When the true history of the antislavery cause shall be written, women will occupy a large space in its pages, for the cause of the slave has been preeminently women's cause. . . . Observing woman's agency, devotion and efficiency in pleading the cause of the slave, gratitude for this high service early moved me to give favorable attention to the subject of what is called "woman's rights" and caused me to be denominated a woman's rights man. I am glad to say I have never been ashamed to be thus designated (Strauss 176).

Douglass believed in the rights of all, and overlooked differences to find commonalities among races, among the sexes, and among people everywhere. Douglass was also one of very few men who actually openly supported the movement (Kolmer), which is another reason his support is still remembered and honored to this day.

After the Civil War ended in 1865, black slaves were freed around the country. Women, such as Elizabeth Cady Stanton and others had openly supported the Republican government of Abraham Lincoln, which advocated freedom for blacks as one of the tenants of the Civil War. The Fourteenth and Fifteenth Amendments to the Constitution guaranteed blacks their freedom and the ability to vote, but they ignored the women who had supported them during the war, and many of the women were bitterly disappointed.
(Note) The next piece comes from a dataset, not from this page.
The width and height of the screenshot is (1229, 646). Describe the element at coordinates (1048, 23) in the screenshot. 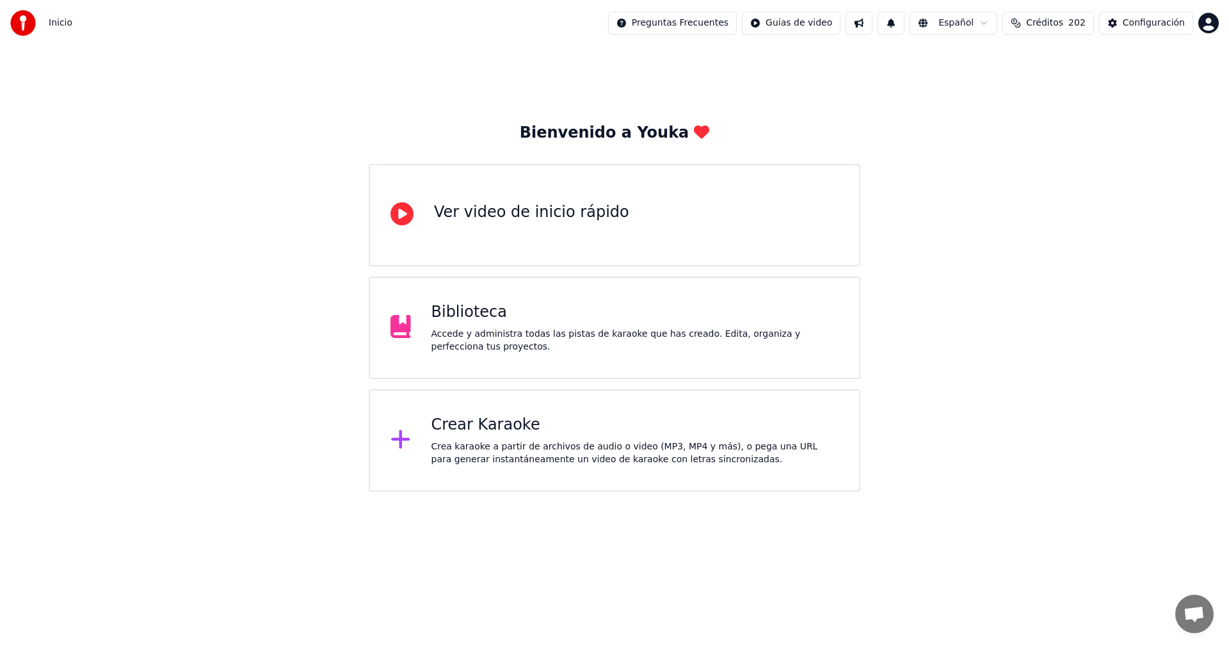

Another historian writes, "Suffragists had actively supported the Republican Party during the Civil War and had expected to be rewarded with the franchise afterward. But this had not happened" (Newman 4). This made the women bitter but increased their determination to gain their own freedom and rights.
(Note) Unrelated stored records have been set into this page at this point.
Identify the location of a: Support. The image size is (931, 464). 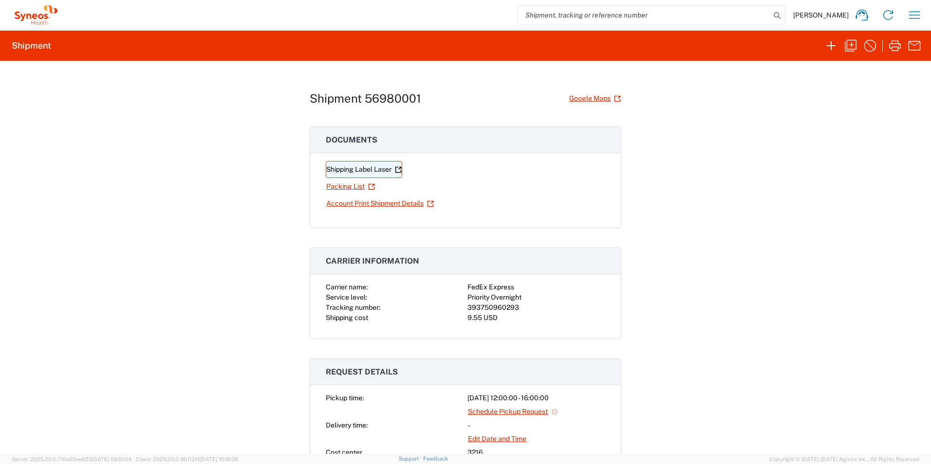
(411, 459).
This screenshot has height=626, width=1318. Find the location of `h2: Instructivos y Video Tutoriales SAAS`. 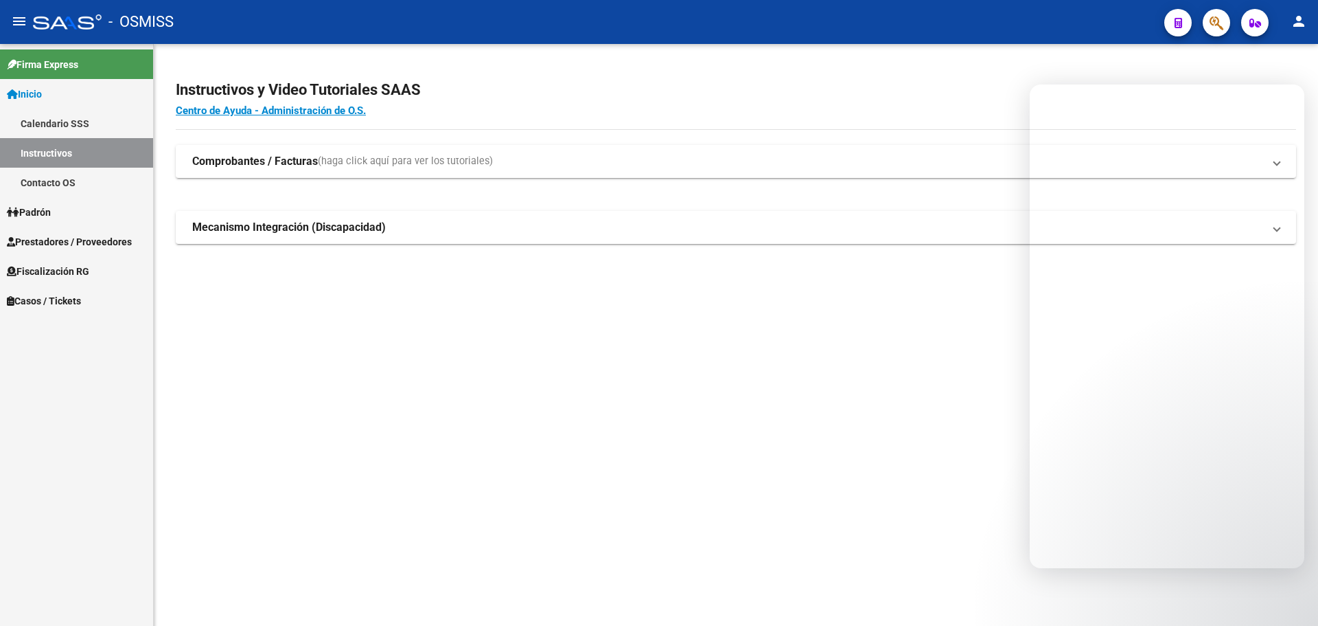

h2: Instructivos y Video Tutoriales SAAS is located at coordinates (736, 90).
In addition, a rift grew between many women and other freedom fighters, such as Frederick Douglass, because they felt they had been forgotten by the men. Stanton wavered in her support from Douglass after his second marriage was to a white woman, but famous suffragette Susan B. Anthony was openly hostile over the interracial union. Historian Newman continues,…

Sources Used in Documents:

References

Connery, William S. "Proud Lion of Baltimore - the Life and Legacy of Frederick Douglass." World and I Feb. 2003: 156.

Huggins, Nathan Irvin. Slave and Citizen: The Life of Frederick Douglass. Boston: Little, Brown and Company, 1980.

Kolmer, Elizabeth. "Nineteenth Century Woman's Rights Movement: Black and White." Negro History Bulletin Jan.-Sept. 1996: 8+.

Langley, Winston E. And Vivian C. Fox, eds. Women's Rights in the United States: A Documentary History. Westport, CT: Praeger, 1994.